The team led by OU scientists at Dean McGee Eye Institute also includes researchers from Harvard Medical School. The group is studying how diabetes and insulin receptors affect the eye, and in many cases cause blindness. In diabetes, the insulin receptors malfunction and scientists have yet to figure out why.

"Our hope is to test drug compounds and therapeutic agents to see if they can prolong the life of the receptor cells and either delay or prevent blindness. Therapies could include a pill or gene therapy to activate the malfunctioning receptor," said Raju Rajala, Ph.D., principal investigator on the project.

Rajala said researchers expect to have some form of therapy available within 15 years.

They are focusing on an insulin receptor in the eye's rods, which are part of the retina. The rods translate what we see into electric signals to the brain. When the receptors aren't working, blindness occurs.

To learn more about how the receptors work and how proteins and insulin play a role in their function, scientists needed a research model to test their ideas. With the new model at OU, scientists hope to find ways to significantly delay blindness or prevent it, especially in patients with diabetic retinopathy.

Diabetic retinopathy is the most common diabetic eye disease and a leading cause of blindness in American adults.
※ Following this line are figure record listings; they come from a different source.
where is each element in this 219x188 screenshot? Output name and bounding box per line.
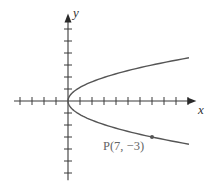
x-axis-label: x [197,102,204,117]
point-p-label: P(7, −3) [103,139,144,153]
y-axis-arrow-icon [65,13,72,22]
point-p-marker [150,135,154,139]
parabola-chart: x y P(7, −3) [0,0,219,188]
y-axis-label: y [71,5,79,20]
x-axis-arrow-icon [187,98,196,105]
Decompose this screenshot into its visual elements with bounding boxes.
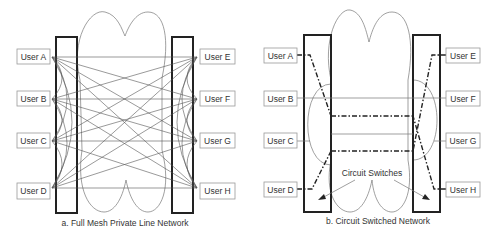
user-b-box: User B (264, 91, 297, 106)
user-a-box: User A (264, 48, 297, 63)
user-f-label: User F (205, 94, 231, 104)
user-h-box: User H (200, 183, 235, 199)
left-switch-fabric (308, 84, 331, 165)
mesh-lines (52, 57, 197, 188)
user-b-label: User B (268, 94, 294, 104)
user-e-label: User E (450, 51, 476, 61)
user-f-box: User F (446, 91, 480, 106)
arrowhead-icon (318, 194, 326, 200)
user-a-box: User A (17, 49, 50, 64)
user-g-label: User G (204, 136, 231, 146)
user-g-box: User G (200, 133, 235, 148)
arrow-left-switch (322, 180, 355, 198)
user-g-box: User G (446, 133, 480, 148)
user-d-box: User D (264, 182, 297, 197)
user-e-box: User E (200, 49, 235, 64)
user-c-label: User C (20, 136, 46, 146)
user-a-label: User A (21, 52, 47, 62)
circuit-a (297, 55, 331, 116)
right-switch (413, 35, 440, 212)
user-f-box: User F (200, 91, 235, 106)
circuit-switches-label: Circuit Switches (342, 168, 402, 178)
user-d-label: User D (267, 185, 293, 195)
caption-a: a. Full Mesh Private Line Network (61, 218, 189, 228)
arrow-right-switch (394, 180, 426, 198)
user-e-label: User E (205, 52, 231, 62)
user-c-label: User C (267, 136, 293, 146)
user-b-box: User B (17, 91, 50, 106)
user-h-label: User H (450, 185, 476, 195)
user-d-box: User D (17, 183, 50, 199)
network-cloud (328, 10, 410, 212)
caption-b: b. Circuit Switched Network (326, 216, 431, 226)
panel-circuit-switched: Circuit Switches User A User B User C Us… (264, 10, 480, 226)
user-g-label: User G (450, 136, 477, 146)
user-b-label: User B (21, 94, 47, 104)
user-d-label: User D (20, 186, 46, 196)
user-f-label: User F (450, 94, 476, 104)
network-diagrams: User A User B User C User D User E User … (0, 0, 496, 247)
arrowhead-icon (422, 194, 430, 200)
user-h-box: User H (446, 182, 480, 197)
user-c-box: User C (17, 133, 50, 148)
right-switch-fabric (413, 80, 437, 160)
panel-full-mesh: User A User B User C User D User E User … (17, 12, 235, 228)
user-h-label: User H (204, 186, 230, 196)
circuit-e (413, 55, 446, 151)
circuit-d (297, 151, 331, 189)
user-e-box: User E (446, 48, 480, 63)
user-c-box: User C (264, 133, 297, 148)
user-a-label: User A (268, 51, 294, 61)
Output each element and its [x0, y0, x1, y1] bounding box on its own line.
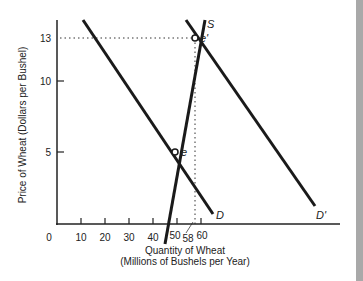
x-tick-60: 60: [196, 230, 208, 241]
label-e-prime: e': [200, 32, 209, 44]
x-tick-20: 20: [99, 232, 111, 243]
x-tick-10: 10: [75, 232, 87, 243]
x-ticks: [81, 218, 201, 224]
y-tick-10: 10: [40, 76, 52, 87]
y-axis-title: Price of Wheat (Dollars per Bushel): [17, 47, 28, 204]
label-d-prime: D': [316, 209, 327, 221]
demand-curve-d-prime: [186, 20, 315, 206]
y-tick-13: 13: [40, 33, 52, 44]
label-d: D: [216, 209, 224, 221]
x-tick-40: 40: [147, 232, 159, 243]
x-tick-50: 50: [169, 230, 181, 241]
x-axis-subtitle: (Millions of Bushels per Year): [120, 256, 250, 267]
equilibrium-e: [172, 149, 178, 155]
supply-curve-s: [165, 20, 205, 244]
supply-demand-chart: 0 10 20 30 40 50 58 60 13 10 5 Quantity …: [0, 0, 363, 281]
y-tick-5: 5: [45, 147, 51, 158]
y-ticks: [57, 81, 64, 152]
x-tick-58: 58: [182, 233, 194, 244]
x-axis-title: Quantity of Wheat: [145, 245, 225, 256]
demand-curve-d: [83, 20, 213, 214]
label-e: e: [181, 146, 187, 158]
equilibrium-e-prime: [192, 35, 198, 41]
label-s: S: [207, 18, 215, 30]
x-tick-0: 0: [46, 232, 52, 243]
x-tick-30: 30: [123, 232, 135, 243]
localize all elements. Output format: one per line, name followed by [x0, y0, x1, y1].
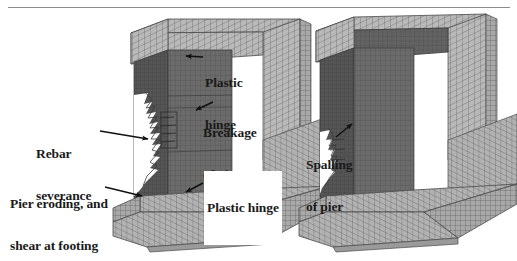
label-pier-eroding: Pier eroding, and shear at footing [10, 168, 108, 261]
label-spalling-of-pier: Spalling of pier [306, 129, 352, 243]
label-line-2: shear at footing [10, 239, 108, 253]
label-plastic-hinge-base: Plastic hinge [204, 171, 282, 245]
label-line-1: Breakage [203, 126, 257, 140]
label-line-1: Plastic [205, 76, 243, 90]
label-line-1: Spalling [306, 158, 352, 172]
label-line-2: of pier [306, 200, 352, 214]
figure-canvas: Plastic hinge Breakage of pier Rebar sev… [0, 0, 517, 261]
arrow-plastic-hinge-top [186, 56, 203, 57]
label-line-1: Rebar [36, 147, 91, 161]
label-line-1: Plastic hinge [207, 201, 279, 215]
label-line-1: Pier eroding, and [10, 197, 108, 211]
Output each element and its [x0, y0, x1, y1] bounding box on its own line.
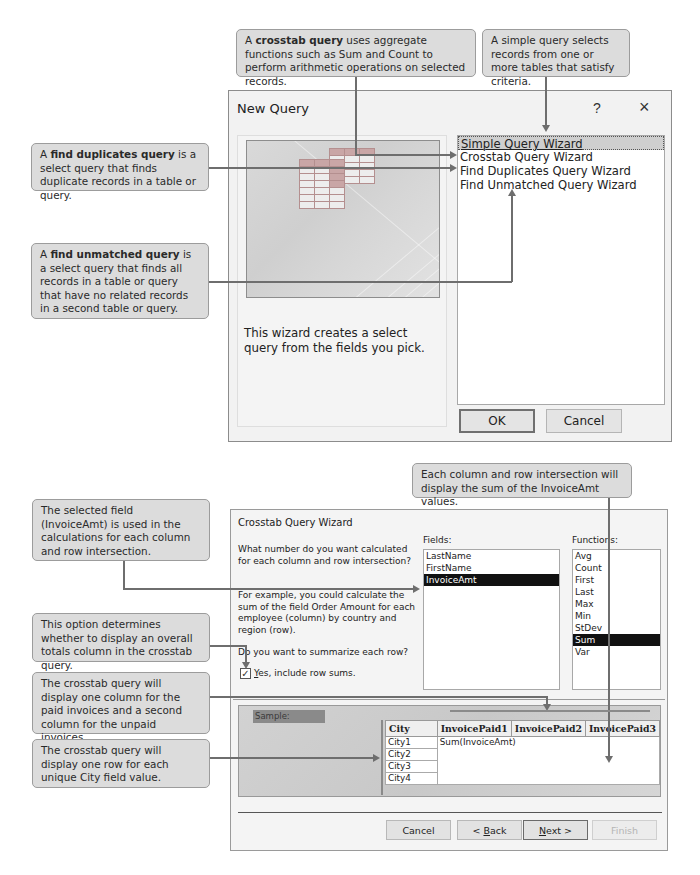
list-item-min[interactable]: Min [573, 610, 660, 622]
wizard-description: This wizard creates a select query from … [244, 326, 444, 356]
callout-crosstab-query: A crosstab query uses aggregate function… [236, 29, 476, 77]
connector-line [608, 498, 610, 756]
callout-text: The crosstab query will display one row … [41, 744, 169, 783]
list-item-avg[interactable]: Avg [573, 550, 660, 562]
close-icon[interactable]: × [639, 97, 650, 118]
connector-line [545, 77, 547, 125]
list-item-find-duplicates-query-wizard[interactable]: Find Duplicates Query Wizard [458, 164, 664, 178]
callout-rows: The crosstab query will display one row … [32, 739, 210, 788]
cancel-button[interactable]: Cancel [386, 820, 451, 840]
connector-line [210, 645, 246, 647]
crosstab-query-wizard-dialog: Crosstab Query Wizard What number do you… [230, 509, 668, 851]
callout-text: The selected field (InvoiceAmt) is used … [41, 504, 190, 557]
button-text: ext > [546, 825, 572, 836]
callout-text: A [40, 148, 50, 160]
sample-preview: Sample: City InvoicePaid1 InvoicePaid2 I… [238, 705, 661, 797]
callout-term: find duplicates query [50, 148, 174, 160]
callout-selected-field: The selected field (InvoiceAmt) is used … [32, 499, 210, 561]
arrow-icon [605, 756, 613, 763]
column-header: InvoicePaid2 [511, 721, 585, 737]
callout-term: crosstab query [255, 34, 343, 46]
list-item-var[interactable]: Var [573, 646, 660, 658]
connector-line [450, 710, 650, 712]
callout-text: Each column and row intersection will di… [421, 468, 618, 507]
fields-listbox[interactable]: LastName FirstName InvoiceAmt [423, 549, 560, 690]
button-text: < [472, 825, 483, 836]
calc-question: What number do you want calculated for e… [238, 544, 418, 567]
new-query-dialog: New Query ? × [228, 90, 672, 442]
cancel-button[interactable]: Cancel [546, 409, 622, 433]
functions-listbox[interactable]: Avg Count First Last Max Min StDev Sum V… [572, 549, 661, 690]
connector-line [245, 645, 247, 662]
ok-button[interactable]: OK [459, 409, 535, 433]
connector-line [381, 720, 383, 795]
wizard-preview-image [246, 140, 440, 298]
callout-find-unmatched: A find unmatched query is a select query… [31, 243, 209, 319]
summarize-question: Do you want to summarize each row? [238, 647, 408, 659]
finish-button: Finish [592, 820, 657, 840]
connector-line [210, 757, 373, 759]
callout-row-totals: This option determines whether to displa… [32, 613, 210, 662]
cell-value: Sum(InvoiceAmt) [437, 737, 659, 785]
help-icon[interactable]: ? [593, 100, 601, 116]
row-sums-checkbox[interactable]: ✓ Yes, include row sums. [240, 668, 356, 680]
callout-text: A simple query selects records from one … [491, 34, 614, 87]
list-item-invoiceamt[interactable]: InvoiceAmt [424, 574, 559, 586]
callout-simple-query: A simple query selects records from one … [482, 29, 630, 77]
list-item-first[interactable]: First [573, 574, 660, 586]
list-item-count[interactable]: Count [573, 562, 660, 574]
connector-line [511, 195, 513, 282]
list-item-lastname[interactable]: LastName [424, 550, 559, 562]
list-item-crosstab-query-wizard[interactable]: Crosstab Query Wizard [458, 150, 664, 164]
connector-line [355, 77, 357, 155]
callout-term: find unmatched query [50, 248, 179, 260]
checkbox-label-text: es, include row sums. [258, 668, 355, 678]
dialog-title: Crosstab Query Wizard [238, 517, 353, 528]
list-item-stdev[interactable]: StDev [573, 622, 660, 634]
callout-text: A [40, 248, 50, 260]
callout-columns: The crosstab query will display one colu… [32, 672, 210, 734]
callout-intersection-sum: Each column and row intersection will di… [412, 463, 632, 498]
checkbox-checked-icon[interactable]: ✓ [240, 668, 251, 679]
arrow-icon [242, 662, 250, 669]
accelerator-key: N [539, 825, 546, 836]
arrow-icon [450, 164, 457, 172]
arrow-icon [450, 151, 457, 159]
arrow-icon [508, 189, 516, 196]
button-text: ack [490, 825, 507, 836]
next-button[interactable]: Next > [523, 820, 588, 840]
sample-table: City InvoicePaid1 InvoicePaid2 InvoicePa… [385, 720, 660, 785]
list-item-firstname[interactable]: FirstName [424, 562, 559, 574]
row-value: City4 [386, 773, 438, 785]
connector-line [209, 281, 512, 283]
connector-line [123, 588, 413, 590]
column-header: InvoicePaid3 [585, 721, 659, 737]
fields-label: Fields: [423, 535, 452, 547]
checkbox-label: Yes, include row sums. [254, 668, 356, 680]
sample-label: Sample: [253, 710, 325, 723]
row-header-city: City [386, 721, 438, 737]
list-item-simple-query-wizard[interactable]: Simple Query Wizard [458, 136, 664, 150]
divider [233, 699, 665, 700]
arrow-icon [373, 754, 380, 762]
list-item-max[interactable]: Max [573, 598, 660, 610]
list-item-sum[interactable]: Sum [573, 634, 660, 646]
connector-line [355, 154, 450, 156]
row-value: City3 [386, 761, 438, 773]
arrow-icon [542, 125, 550, 132]
wizard-listbox[interactable]: Simple Query Wizard Crosstab Query Wizar… [457, 135, 665, 405]
connector-line [210, 696, 547, 698]
list-item-find-unmatched-query-wizard[interactable]: Find Unmatched Query Wizard [458, 178, 664, 192]
callout-text: The crosstab query will display one colu… [41, 677, 182, 743]
callout-text: A [245, 34, 255, 46]
callout-text: This option determines whether to displa… [41, 618, 193, 671]
functions-label: Functions: [572, 535, 618, 547]
list-item-last[interactable]: Last [573, 586, 660, 598]
column-header: InvoicePaid1 [437, 721, 511, 737]
connector-line [209, 167, 450, 169]
back-button[interactable]: < Back [457, 820, 522, 840]
row-value: City2 [386, 749, 438, 761]
row-value: City1 [386, 737, 438, 749]
connector-line [123, 561, 125, 589]
sum-expression: Sum(InvoiceAmt) [440, 737, 516, 747]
It is caused by changes in the blood vessels of the retina. In some people with diabetic retinopathy, blood vessels may swell and leak fluid. In other people, abnormal new blood vessels grow on the surface of the retina. A healthy retina is necessary for good vision.

"We are looking for clues to understand the progression of diabetic retinopathy so we can eventually stop it," Rajala said. "We still don't understand why the receptors malfunction or what their defense mechanism is. We needed a model to understand this process and now we have one."